Small businesses will drive recovery if they can access the right finance
Having reached ‘Freedom Day’ this week, it would be gratifying to think that the small businesses that power our economies in the UK are on the path to a sound trading recovery.
Economic indicators, including our own Global Economic Conditions Survey for the last three months, are reporting a strong rebound in the UK economy and predicting that it will have reached pre-Covid levels before the end of the year.
On the face of it, this much-needed news heralds a welcome new dawn for struggling SMEs, who hope to reap the benefits of full reopening to repair their battered finances.
However, as we have learned to expect in these pandemic times, the true picture is a little more nuanced and uncertain.
Our monthly survey of accountants serving many thousands of small UK enterprises, the SME Recovery Tracker, which we run with The Corporate Finance Network, has revealed a blurry picture of anxiety, uncertainty and stress.
Owners reported last month a sharp rise in stress, as the country started to reopen. In May, they told us they felt ‘paralysed by mixed messages’ as they grappled with the constantly changing health crisis and the emergence of the Delta variant.
The start of unlocking has left them uncertain how to plan their financial future – with only a quarter making any plans to survive a further lockdown, despite the new variant surging.
Underlying a varied picture of confusion and worry, one of the factors at play is the difficulty many are having in arranging the right financial support to guide them through the next stage of the crisis. This is a pivotal factor in the UK’s recovery from the devastation that the global pandemic has brought to our people, our businesses, and our institutions.
The UK needs its banks and other lenders to offer the right support for the UK’s army of 6 million SMEs, which provide employment for 16.8 million people and generate 50% of UK turnover, so that they will drive the recovery.
While we applaud the business support measures put in place by the government in the last year – including furlough, business rates relief, VAT and tax deferrals – we must ensure that we get the next step right, as support schemes like furlough come to an end and unpaid bills start to become due.
Government support grants are rolling out very slowly and local authorities should be directing business owners towards grants for which they are eligible, rather than just turning down applications where the criteria have not been met.
The Financial Stability Report recently concluded that firms and households will continue to need loan support from banks as government-backed schemes wind down. Levels of debt for SMEs have jumped by 25% since the end of 2019 and there are risks to small businesses as they start to repay loans that kept them afloat in the crisis.
Banks
Meanwhile, the banks themselves are judged to be in a strong financial position and can resume paying dividends to shareholders. Our members are reporting early difficulties in obtaining the right continued financial support from banks that are often reverting to individual and sometimes opaque rules, which leave business owners confused about how to proceed.

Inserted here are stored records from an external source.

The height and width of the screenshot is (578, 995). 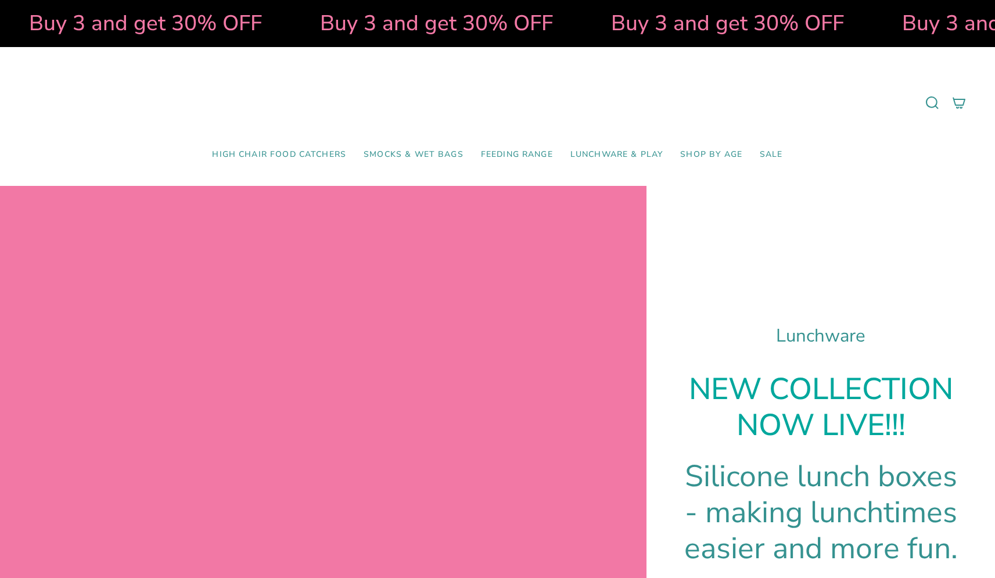 I want to click on a: Feeding Range, so click(x=517, y=155).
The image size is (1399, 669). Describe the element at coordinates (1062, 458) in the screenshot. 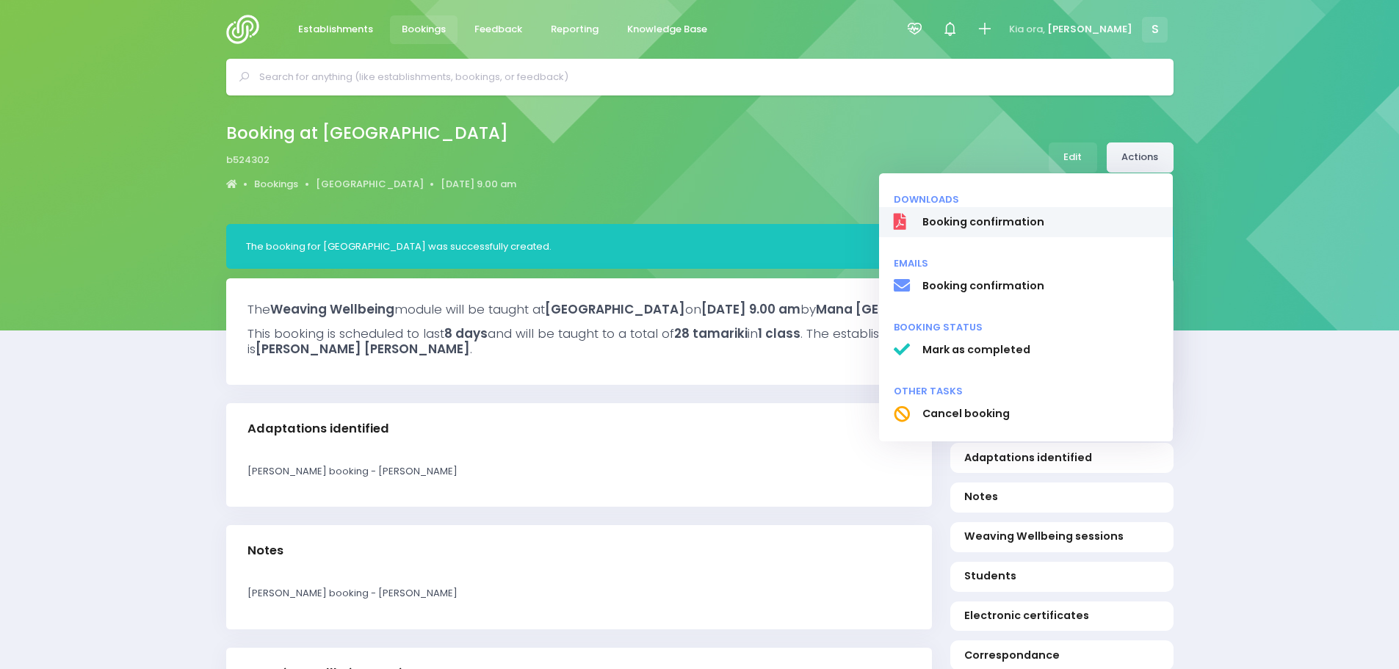

I see `a: Adaptations identified` at that location.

In worrying cases, business owners may turn in panic back to the bad old days of borrowing from family, friends and loading debt on to credit cards.
There is a lack of transparency and inconsistency across the sector about the new ‘rules of the game’ from mainstream lenders about what they now find acceptable.
Some are cautious about extra lending on the back of government-backed loans and others are looking for SMEs to use them as a single finance provider, rather than encourage the right mix of finance for a healthy businesses, which could involve new financial technology innovations.
At full speed
Our latest tracker results show that businesses are now back trading at or above the level they expected, but they are struggling to obtain even the most traditional form of finance, such as an overdraft. We would appeal to the financial services sector to support small businesses as loan repayments kick in. They need access to finance that doesn’t lead to personal debt that can really impact their mental health.
Our SME sector is powerful and productive. We reflected in our recent report Responsible SMP Pacesetters how important these small enterprises are to the societies in which they operate.
Author Aleksandra Zaronina-Kirillova wrote that smaller accounting practices also have a vital role in enabling SMEs, helping them to operate more effectively, powering economic growth and encouraging employment and individual prosperity.
They also advise small enterprises on how they can contribute to wider social responsibility programmes, including sustainability and ethics.
We have an opportunity to support sustainable recovery, one that reflects the vital role that SMEs play in our supply chains, our communities and our economy.